Their persistence was rewarded with the 2018 Turing Award (the "Nobel Prize of Computing"). And in 2024, Hinton went further -- winning the Nobel Prize in Physics alongside John Hopfield for "foundational discoveries and inventions that enable machine learning with artificial neural networks."

"If you believe in something, don't give up on it until you understand why that belief is wrong."

-- Geoffrey Hinton, Nobel Prize speech, 2024

The Cost of Training

Training costs have skyrocketed as models scale:

Model Year Parameters Training Cost
Original Transformer 2017 ~65M ~$900
GPT-3 2020 175B $4.6M+
GPT-4 2023 ~1.8T (rumored) ~$78M
Llama 3.1 405B 2024 405B ~$170M
Gemini Ultra 2024 Unknown ~$191M
DeepSeek V3 2024 ~671B (MoE) $5.6M

Notice the outlier: DeepSeek V3 achieved competitive results for $5.6M -- about 30x cheaper than Llama 3.1. Training efficiency matters as much as raw scale. Hardware improvements (H200/B200 GPUs) have also driven a 45% cost reduction for standard model sizes. But frontier models keep getting bigger faster than hardware gets cheaper.

Pop Culture Connection

In the 2014 film The Imitation Game, Alan Turing tells his team: "Sometimes it is the people no one can imagine anything of who do the things no one can imagine." The parallel to backpropagation's history is hard to miss -- a Finnish student, an ignored Harvard thesis, decades in the wilderness. The breakthrough wasn't a flash of genius. It was the same idea, persisting until the world was ready for it.

Key Terms

Training
The process of adjusting a model's weights to minimize prediction error, through repeated exposure to labeled data.
Loss function
A formula measuring how wrong the model's prediction was -- the single number training tries to minimize.
Gradient descent
The optimization algorithm that adjusts weights in the direction of steepest error reduction, step by step.
Backpropagation
A method for computing each weight's contribution to the error by working backwards through the network using the chain rule of calculus.
Learning rate
How much weights change per update -- the step size in gradient descent.
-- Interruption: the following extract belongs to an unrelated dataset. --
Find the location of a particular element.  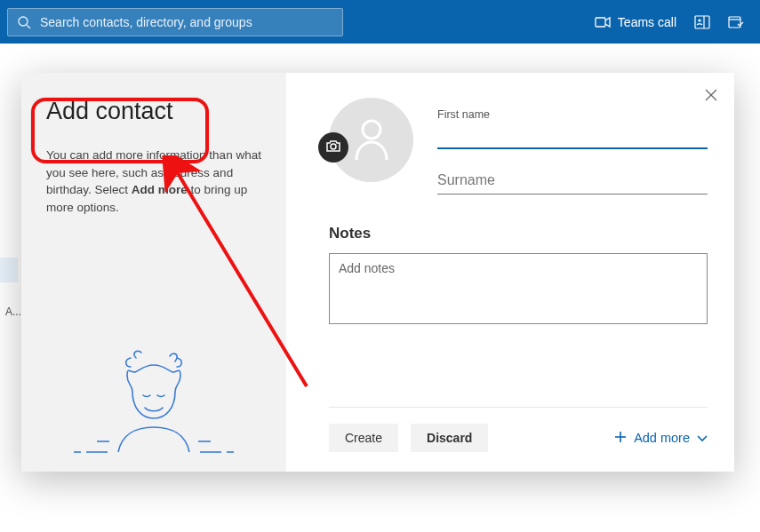

first-name-label: First name is located at coordinates (572, 115).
Too high = overshoot; too low = crawl.
Epoch
One complete pass through the entire training dataset.
Overfitting
When a model memorizes training data instead of learning general patterns -- performing well on training data but poorly on new data.

Did This Land?

What does the loss function measure?

How wrong the model's prediction was -- a single number that captures the gap between what the model predicted and the correct answer. The entire goal of training is to make this number as small as possible.

Why was the 1986 Nature paper so important?
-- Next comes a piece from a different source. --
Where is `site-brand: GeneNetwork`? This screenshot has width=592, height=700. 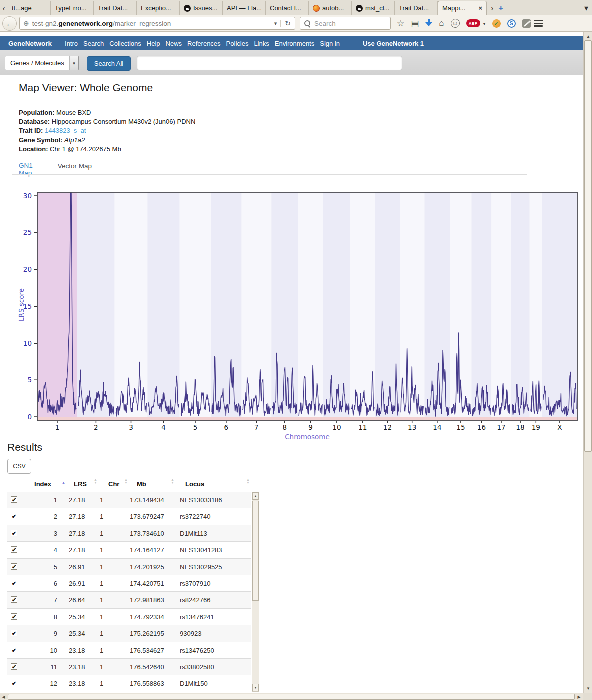
site-brand: GeneNetwork is located at coordinates (30, 44).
Rumelhart, Hinton, and Williams demonstrated that backpropagation could train multi-layer networks, learn useful internal representations automatically, and scale to practical problems. The same core idea had been published before (1960, 1970, 1974), but the 1986 paper brought it to widespread attention and revived the neural network field from near-extinction.

What made AlexNet different from previous ImageNet entries?

Previous entries used hand-engineered features (designed by humans) fed into traditional classifiers. AlexNet used a deep neural network trained end-to-end on raw pixels -- letting the network learn its own features. It also pioneered GPU training (2 GTX 580s), ReLU activation (6x faster training), and dropout regularization. The result: 15.3% error vs. 26.2% for the runner-up.

Lesson Summary

  • Training is a loop: forward pass, measure loss, backpropagate blame, update weights, repeat millions of times.
  • Gradient descent navigates the loss landscape by stepping in the direction of steepest descent -- like hiking down a mountain in fog.
  • Backpropagation solves the credit assignment problem by working backwards through the network with the chain rule -- and it took four inventions across 26 years before it stuck.
  • Learning rate, epochs, and batch size are the three knobs that control training dynamics. Getting them right is part science, part dark art.
  • The ImageNet moment (AlexNet, 2012) proved that deep learning plus GPUs could demolish hand-engineered approaches -- and launched the revolution we're living through now.